Last Tuesday’s presidential debates have been scrutinized in microscopic detail. The Washington Post even published a front page story about each candidate’s body language. Yet none of the political pundits chastised President Obama for insulting one-in-five Americans. Not even the long-line of president-haters at Fox News.
What did the President say that was offensive?
“We have to…make sure that we’re keeping guns out of the hands of criminals, those who are mentally ill…”
A moment later he added:
“If we can get automatic weapons that kill folks in amazing numbers out of the hands of criminals and the mentally ill.”
Substitute any other group except “the mentally ill” into the President’s two sentences.
“If we can get automatic weapons that kill folks in amazing numbers out of the hands of criminals and the Hispanics – blacks — gays.” You can even substitute the word Republicans.
The President’s reference smeared a lot of innocent Americans. According to a recent study by the Substance Abuse and Mental Health Services Administration, 45.9 million American adults experience a mental illness during any given year. Does President Obama believe these 45.9 million Americans pose an immediate threat to society?
Before my complaint is dismissed as nit-picking political correctness run amok, consider this: my adult son is one of those Americans.
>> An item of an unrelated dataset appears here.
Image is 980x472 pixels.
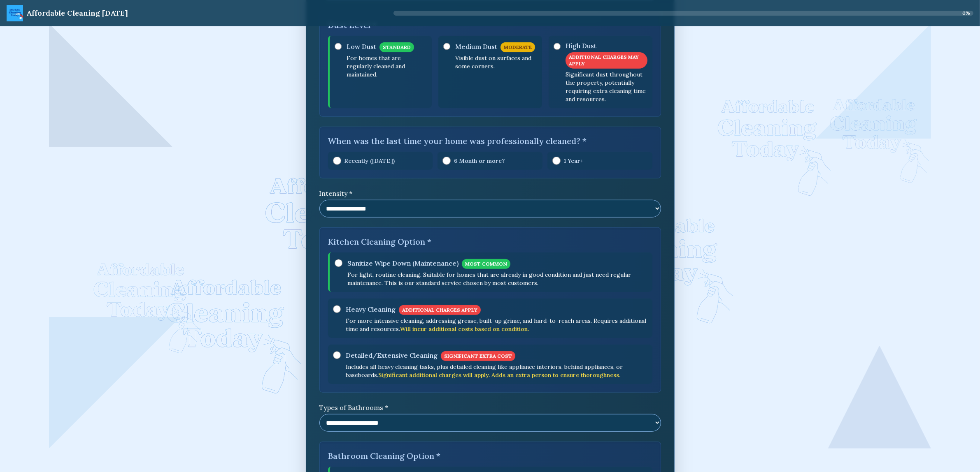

He has a severe mental disorder. I have witnessed first-hand how he has been stigmatized because of his diagnosis. He has been barred from certain jobs and turned away from employment opportunities, for which, he was well-qualified. Friends have distanced themselves from him. People whisper behind his back. Housing is tougher for him to find. Health insurance companies are wary. All because he developed a mood disorder during his twenties that psychiatrists’ claim is a biologically and genetically based illness that clearly is not his fault.
President Obama was referring to the recent shootings in an Aurora movie theater when he made his remarks. Murders by Jared Lee Loughner in Tucson and Seung-Hui Cho on the Virginia Tech campus have fueled the stereotype that “the mentally ill” are untrustworthy and dangerous. But those shooters are no more representative than the 9/11 bombers are of all Muslims. We shouldn’t condemn everyone because of violent acts by a few.
The majority of Americans diagnosed with mental disorders are not dangerous. They are more likely to be victims than to victimize. But some are clearly dangerous. Instead of typecasting all of them, Obama ought to be pushing harder for initiatives that can better protect the public by helping people recover.
Family, friends and college professors noticed odd behavior and were alarmed before the Tucson and Virginia Tech shootings. But misguided mental health laws that required a person to act dangerously before anyone could intervene and faulty mental health services failed to stop those killings. I suspect the same will prove true in Aurora.
Rather than reducing community mental health services through budget cuts, we need to support effective ones. The Lamp Community in Los Angeles’ skid row reduces homelessness by renting subsidized apartments to tenants even if they are not yet clean, sober or mentally stable. It helps people recover. Fountain House in Manhattan finds employment through job sharing for individuals whose mental disorders make it impossible for them to work at traditional forty hour per week jobs. It helps people recover. Safe housing, employment, access to meaningful medical care are proven recovery tools. They help people recover.
By redirecting funds from jails and prisons, and crisis-driven services, such as traditional homeless shelters and hospital emergency rooms, into supportive, permanent housing and evidence based treatment, we can invest up-front in initiatives that will result in savings over the long run. That is a far more rational and humane way of doing business than our current crisis-driven approach that sends people to costly hospital emergency rooms, overnight shelters and jails causing an unending growth in Medicaid, emergency budgets and corrections.
Sadly, the presidential debate fell victim to the same public discourse that always arises after tragedies such as those in Aurora, Tucson and at Virginia Tech. The focus immediately becomes gun control. It should be fixing our broken mental health system.